USA TODAY International Edition

‘Child bride’ bill stalls as some groups push for parents’ rights

- Deborah Yetter

FRANKFORT, Ky. – A bill to make 18 the legal age for marriage in Kentucky has stalled in a state Senate committee amid concerns about the rights of parents to let children wed at a younger age, according to several lawmakers.

Known as the “child bride” bill, Senate Bill 48 was pulled off the agenda just hours before a scheduled vote by the Senate Judiciary Committee for the second time in two weeks.

“SO disappoint­ed! My SB 48 (outlaw child marriage) won’t be called for a vote,” sponsor Julie Raque Adams, a Louisville Republican, said in a tweet early Thursday. “It is disgusting that lobbying organizati­ons would embrace kids marrying adults. We see evidence of parents who are addicted, abusive, neglectful pushing their children into predatory arms. Appalling.”

Eileen Recktenwal­d, the executive director of the Kentucky Associatio­n of Sexual Assault Programs, was more outspoken.

“This is legalized rape of children,” she said. “We cannot allow that to continue in Kentucky, and I cannot believe we are even debating this.”

The bill’s supporters have said underage marriages most often involve a teenage girl marrying an older man and may have involved sexual exploitati­on of the girl.

Adams, in an interview, declined to say who was lobbying against the bill other than to say it involved people concerned about parents’ rights.

Donna Pollard, a Louisville woman who said she was married at 16 to an older man who began sexually abusing her at 14, has advocated for the bill. She said opponents include the Kentucky Family Foundation, a Lexington-based conservati­ve group that lobbies on social issues. Family Foundation Executive Director Kent Ostrander did not respond to requests for comment.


» AIM OF THE TASK
Make an exact copy of the records that follow, with each picture omitted.

================

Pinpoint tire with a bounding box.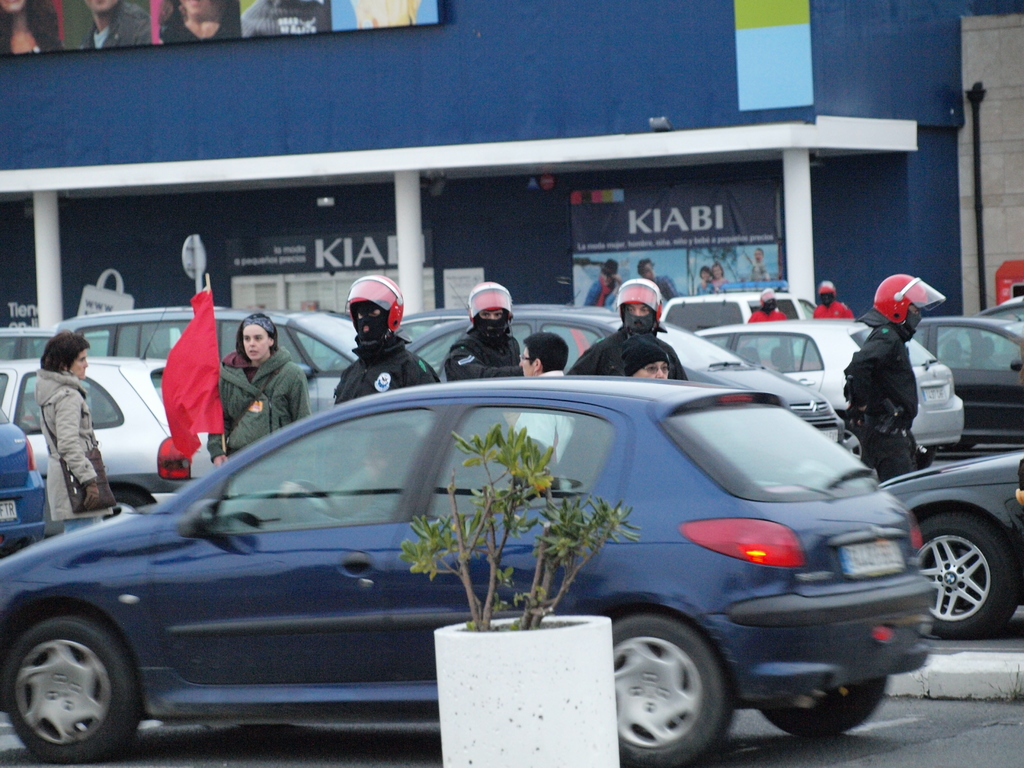
(837, 433, 865, 460).
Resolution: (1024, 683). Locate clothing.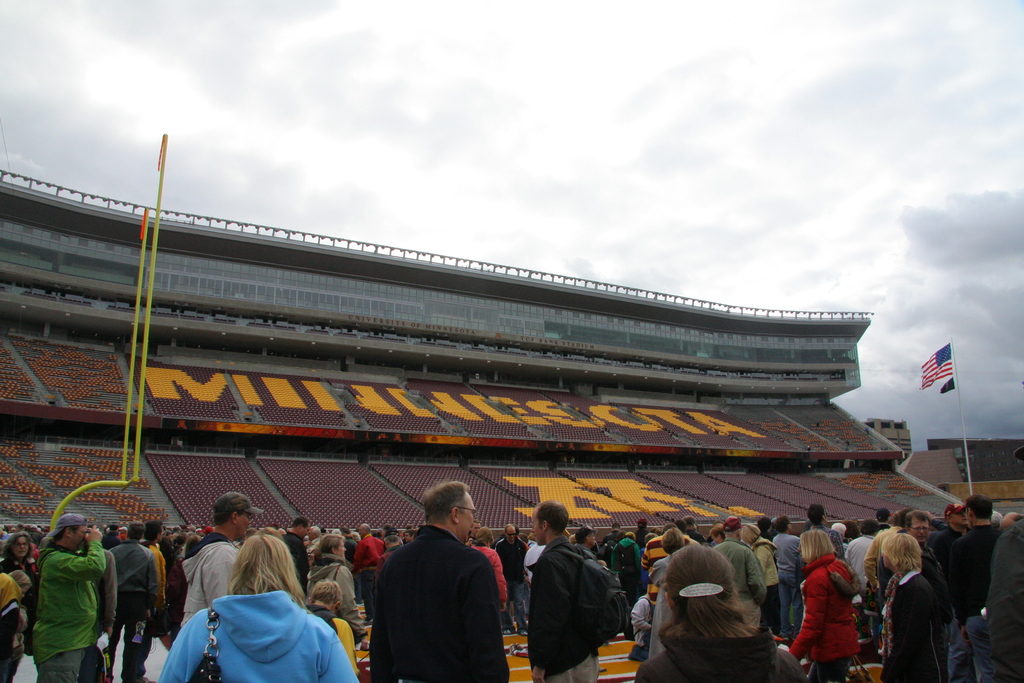
rect(648, 552, 671, 657).
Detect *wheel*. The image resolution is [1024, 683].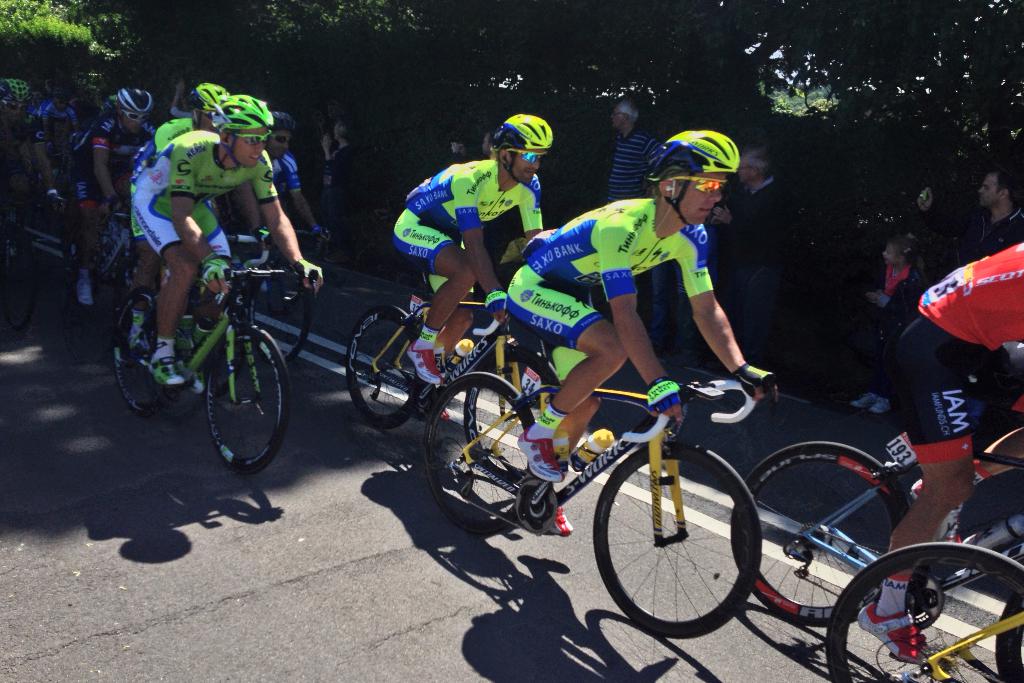
<region>728, 443, 911, 616</region>.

================

» RESPONSE AREA
Pinpoint tire with a bounding box.
(837, 433, 865, 460).
Resolution: (1024, 683). Locate clothing.
rect(648, 552, 671, 657).
Detect *wheel*. The image resolution is [1024, 683].
<region>728, 443, 911, 616</region>.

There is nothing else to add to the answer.